The last essential element in understanding the genesis of dubstep is embedded in that word “dub” included in the name. It’s well known that London is a melting pot of communities and cultures, and among them, the Caribbean one is especially prominent—South London in particular is a focal point. There, we find the neighbourhood of Brixton, a little Jamaica not far from Croydon. The number of producers descending from Caribbean families—and therefore deeply connected to and influenced by sound system culture, dub music, and later jungle—is what gives dubstep its distinctive experimental edge: the repetition of basslines and percussion that evoke a kind of trance-like, spiritual, meditative state. Moreover, just like dub, which originated as an experimental genre where producers and sound engineers remixed reggae tracks to press them onto the B-sides of 45 rpm records, the first dubstep tracks were darker experiments born from UKG, with influences from drum’n’bass and 2-step—also pressed onto B-sides, whether as official releases or white labels.
Over time, dubstep became the sound of London, evolving and branching out into a range of sounds and styles—from the most emotional and nostalgic, like Burial (who, with Untrue, helped bring the genre into a more mainstream space), to a wide variety of offshoots, including tear-out and purple dubstep. Eventually, it was swallowed up and spat out by the American turbo-capitalist machine, giving rise to the most recognised—and most hated—form among the genre’s pioneers: brostep. This derogatory term refers to the strand of maximalist productions led by Skrillex, seen by many as having exploited and distorted the original spirit of the movement.
"If grime is the voice of angry urban London, dubstep is its main echo, the sound of heavy basses reflecting off crumbling walls." Martin "Blackdown" Clark
But before crossing the ocean and becoming a genre for villains, the British dubstep scene was a niche of romantics—people who started a movement unintentionally, too caught up in their own flow state, fully in the zone, completely focused on their music. It was precisely this genuine disinterest in what was happening outside their own spaces—and the total lack of need to grab anyone’s attention—that allowed the scene to draw the rest of the UK, and eventually the world, to look inward. That’s exactly what a true niche does. As Artwork recalled, at those early dubstep nights you might find 50 people—35 of whom were producers—there just to see whether their tracks could make it through the club’s sound system. No one cared if their records were played elsewhere; it was a niche, built by a local scene, for that very same scene.

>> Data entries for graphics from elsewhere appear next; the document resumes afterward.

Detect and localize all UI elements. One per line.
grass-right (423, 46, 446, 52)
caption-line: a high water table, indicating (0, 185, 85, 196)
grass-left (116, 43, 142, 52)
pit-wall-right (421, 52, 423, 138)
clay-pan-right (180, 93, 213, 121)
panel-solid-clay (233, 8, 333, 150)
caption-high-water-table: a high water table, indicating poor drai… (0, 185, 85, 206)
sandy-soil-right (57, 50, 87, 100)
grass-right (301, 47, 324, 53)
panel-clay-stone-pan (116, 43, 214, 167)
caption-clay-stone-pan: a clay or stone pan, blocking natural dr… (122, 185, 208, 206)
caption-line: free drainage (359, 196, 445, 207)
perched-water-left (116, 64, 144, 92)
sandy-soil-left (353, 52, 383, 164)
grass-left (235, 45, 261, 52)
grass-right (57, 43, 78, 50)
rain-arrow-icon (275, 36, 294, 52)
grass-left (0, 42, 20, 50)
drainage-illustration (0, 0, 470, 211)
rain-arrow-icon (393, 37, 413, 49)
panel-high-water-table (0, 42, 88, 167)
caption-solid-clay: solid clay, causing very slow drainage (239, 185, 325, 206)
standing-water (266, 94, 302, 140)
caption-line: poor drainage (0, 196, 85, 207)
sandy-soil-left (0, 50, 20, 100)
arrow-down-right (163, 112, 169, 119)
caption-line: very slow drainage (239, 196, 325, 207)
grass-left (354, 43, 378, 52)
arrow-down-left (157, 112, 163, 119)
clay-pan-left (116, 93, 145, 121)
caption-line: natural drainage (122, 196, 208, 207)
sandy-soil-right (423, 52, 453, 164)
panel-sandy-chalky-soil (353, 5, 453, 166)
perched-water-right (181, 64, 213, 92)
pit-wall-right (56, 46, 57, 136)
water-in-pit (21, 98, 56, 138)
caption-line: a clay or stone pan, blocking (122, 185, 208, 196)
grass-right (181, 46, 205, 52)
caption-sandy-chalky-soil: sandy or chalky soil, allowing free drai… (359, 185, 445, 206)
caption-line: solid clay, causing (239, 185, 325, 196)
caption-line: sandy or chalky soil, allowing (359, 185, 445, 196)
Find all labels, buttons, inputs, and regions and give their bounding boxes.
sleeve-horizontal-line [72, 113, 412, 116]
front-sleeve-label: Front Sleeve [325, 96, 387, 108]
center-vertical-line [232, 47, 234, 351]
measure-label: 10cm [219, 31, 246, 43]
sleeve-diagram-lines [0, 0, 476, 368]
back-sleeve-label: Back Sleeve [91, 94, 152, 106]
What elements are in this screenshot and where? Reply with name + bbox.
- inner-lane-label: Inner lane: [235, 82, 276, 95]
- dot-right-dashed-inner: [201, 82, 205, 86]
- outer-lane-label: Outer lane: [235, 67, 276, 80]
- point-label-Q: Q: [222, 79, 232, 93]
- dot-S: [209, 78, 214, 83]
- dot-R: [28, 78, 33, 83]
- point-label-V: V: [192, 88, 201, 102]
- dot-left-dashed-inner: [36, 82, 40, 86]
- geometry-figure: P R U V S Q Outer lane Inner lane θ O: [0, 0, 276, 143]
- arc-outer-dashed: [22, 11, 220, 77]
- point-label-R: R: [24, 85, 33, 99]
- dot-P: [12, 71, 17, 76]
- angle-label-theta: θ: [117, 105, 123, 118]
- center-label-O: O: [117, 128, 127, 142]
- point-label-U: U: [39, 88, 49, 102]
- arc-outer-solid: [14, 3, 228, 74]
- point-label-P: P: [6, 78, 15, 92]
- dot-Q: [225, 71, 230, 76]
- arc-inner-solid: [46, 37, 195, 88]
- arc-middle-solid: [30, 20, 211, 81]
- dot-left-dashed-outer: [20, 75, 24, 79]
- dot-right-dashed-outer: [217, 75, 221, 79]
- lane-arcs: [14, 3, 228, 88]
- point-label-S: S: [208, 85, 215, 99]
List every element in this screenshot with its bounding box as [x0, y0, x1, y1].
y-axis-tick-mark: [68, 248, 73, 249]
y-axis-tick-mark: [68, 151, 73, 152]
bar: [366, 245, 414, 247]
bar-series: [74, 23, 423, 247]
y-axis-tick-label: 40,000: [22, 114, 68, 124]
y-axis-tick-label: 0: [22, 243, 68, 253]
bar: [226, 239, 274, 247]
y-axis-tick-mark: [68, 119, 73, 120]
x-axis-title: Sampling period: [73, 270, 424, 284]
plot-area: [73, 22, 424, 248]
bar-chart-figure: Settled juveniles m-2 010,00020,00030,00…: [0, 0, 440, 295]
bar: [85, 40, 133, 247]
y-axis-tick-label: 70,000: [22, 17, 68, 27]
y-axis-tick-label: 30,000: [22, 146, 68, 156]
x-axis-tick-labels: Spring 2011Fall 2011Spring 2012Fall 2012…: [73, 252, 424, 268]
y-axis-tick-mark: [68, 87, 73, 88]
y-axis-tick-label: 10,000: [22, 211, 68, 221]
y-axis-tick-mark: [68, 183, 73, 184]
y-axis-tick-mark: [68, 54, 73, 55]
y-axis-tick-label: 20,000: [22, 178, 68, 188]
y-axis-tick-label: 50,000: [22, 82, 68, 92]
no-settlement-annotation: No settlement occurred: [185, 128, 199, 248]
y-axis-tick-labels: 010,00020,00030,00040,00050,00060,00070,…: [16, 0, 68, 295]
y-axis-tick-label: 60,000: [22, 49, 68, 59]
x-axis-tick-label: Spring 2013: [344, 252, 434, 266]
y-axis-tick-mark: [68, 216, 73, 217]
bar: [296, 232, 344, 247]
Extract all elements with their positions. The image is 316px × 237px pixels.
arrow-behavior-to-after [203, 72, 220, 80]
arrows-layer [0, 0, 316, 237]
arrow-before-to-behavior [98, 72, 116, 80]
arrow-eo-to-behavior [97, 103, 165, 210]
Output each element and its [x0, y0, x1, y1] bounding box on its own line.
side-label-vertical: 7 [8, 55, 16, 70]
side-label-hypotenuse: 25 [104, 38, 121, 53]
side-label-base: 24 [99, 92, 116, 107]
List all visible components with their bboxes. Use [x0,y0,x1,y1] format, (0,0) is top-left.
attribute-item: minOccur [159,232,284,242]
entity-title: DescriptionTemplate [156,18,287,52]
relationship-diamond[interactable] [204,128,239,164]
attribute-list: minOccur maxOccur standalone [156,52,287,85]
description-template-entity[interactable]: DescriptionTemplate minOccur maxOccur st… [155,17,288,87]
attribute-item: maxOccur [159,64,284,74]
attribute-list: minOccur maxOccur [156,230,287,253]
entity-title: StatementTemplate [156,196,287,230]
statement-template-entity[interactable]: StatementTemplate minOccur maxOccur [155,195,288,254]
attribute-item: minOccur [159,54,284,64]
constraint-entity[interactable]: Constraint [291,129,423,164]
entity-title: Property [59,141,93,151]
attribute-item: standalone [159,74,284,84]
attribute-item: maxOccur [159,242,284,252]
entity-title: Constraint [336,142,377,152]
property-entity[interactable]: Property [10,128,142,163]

Despite the initial premise, the truth is that it couldn’t have happened anywhere else—not in just any other suburban area or provincial town. This naive experimentation, which unintentionally sparked a true cultural movement—one that, over the years, transformed the sound of London and eventually the world—could only have happened in the neighbourhood of Croydon, postcode CR0. By a twist of chance and fate, CR0 is also one of the first experimental postcodes—where normally the first numerical digit is 1, never 0. And yet, dubstep was born right there, in CR0.